Jim Steinman, who won a Grammy for his work on a Céline Dion album and was the creative genius behind the iconic Meat Loaf album Bat Out Of Hell, died Monday in Connecticut. He was 73.
A cause of death was not immediately disclosed.
The New York-born composer, lyricist and producer is responsible for a long list of enduring hits – notably Dion’s “It’s All Coming Back to Me Now,” Air Supply’s “Making Love Out Of Nothing At All” and Bonnie Tyler’s “Holding Out for a Hero” and “Total Eclipse of the Heart.”
Steinman’s greatest success, though, came from 1977’s Bat Out Of Hell (“Paradise By The Dashboard Light,” “Two Out of Three Ain’t Bad”) and 1993’s Bat Out Of Hell II: Back Into Hell, which spawned “I’d Do Anything for Love (But I Won’t Do That).”
In a 2017 interview with iHeartRadio.ca – one of the rare ones he gave in his latter years – Steinman called Bat Out Of Hell timeless.
“I don't know why it is, it just is. It belongs to the young and there's always a new crop coming up and joining those of us that age but refuse to get old,” he said. "Yes, I am appreciative but that makes it sound like I'm on the outside analyzing it. The truth is, it's still my album too – I'm in it with them – living it.”
Steinman enlisted Ontario singer Rory Dodd to provide backing vocals on Bat Out Of Hell and used him again to sing the “Turn around bright eyes” line on Tyler’s “Total Eclipse of the Heart.”
“That song never goes away,” Steinman told iHeartRadio.ca. “It’s the biggest karaoke song in the world and it's been covered dozens of times,” he said. “It’s one of my children and I'm as proud of it as I am the others. I try not to play favourites but yeah, it's special.”
Steinman's lyrics were often quite dark. “I always laugh when I hear people play ‘Total Eclipse of the Heart' and ‘Paradise by the Dashboard Light’ at their weddings,” he said. “I wonder if it's grim foreshadowing.”
His flare for crafting dramatic songs stemmed from his passions for musical theatre (“It deals with emotions but in an amplified and exaggerated way”) and the work of composer Richard Wagner (“Wagner didn't set limits. He wasn't afraid of excess or in going over the top. Wagner went over the top, opera goes over the top and it's the same curiosity and boundary breaking that inspires me”).

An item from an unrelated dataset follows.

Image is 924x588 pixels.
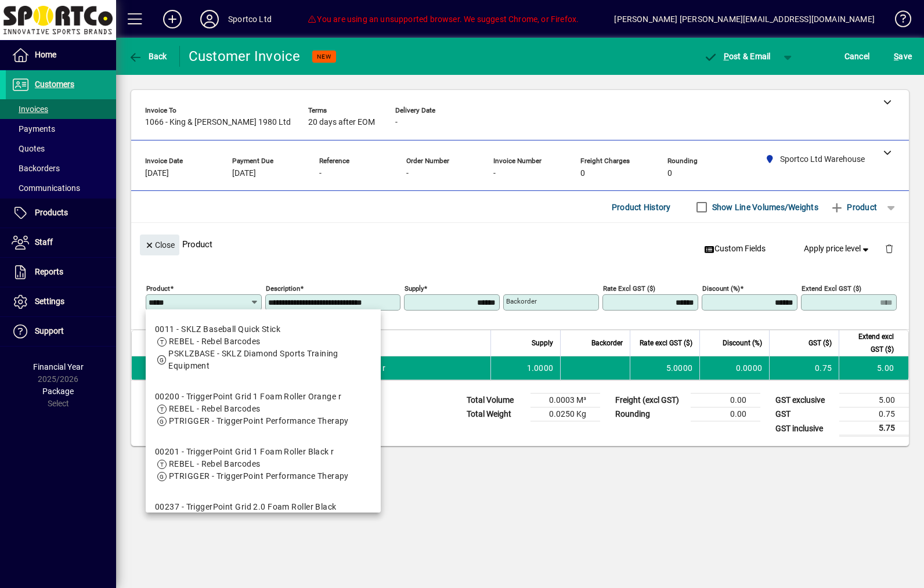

Steinman collaborated with Andrew Lloyd Webber on Whistle Down the Wind in the 90s as well as his own musical, Tanz der Vampire. Bat Out Of Hell was turned into a stage musical that had its North American premiere in Toronto in November 2017.
Inducting Steinman into the Songwriters Hall of Fame in 2012, Meat Loaf declared: “There is no other songwriter ever like him.”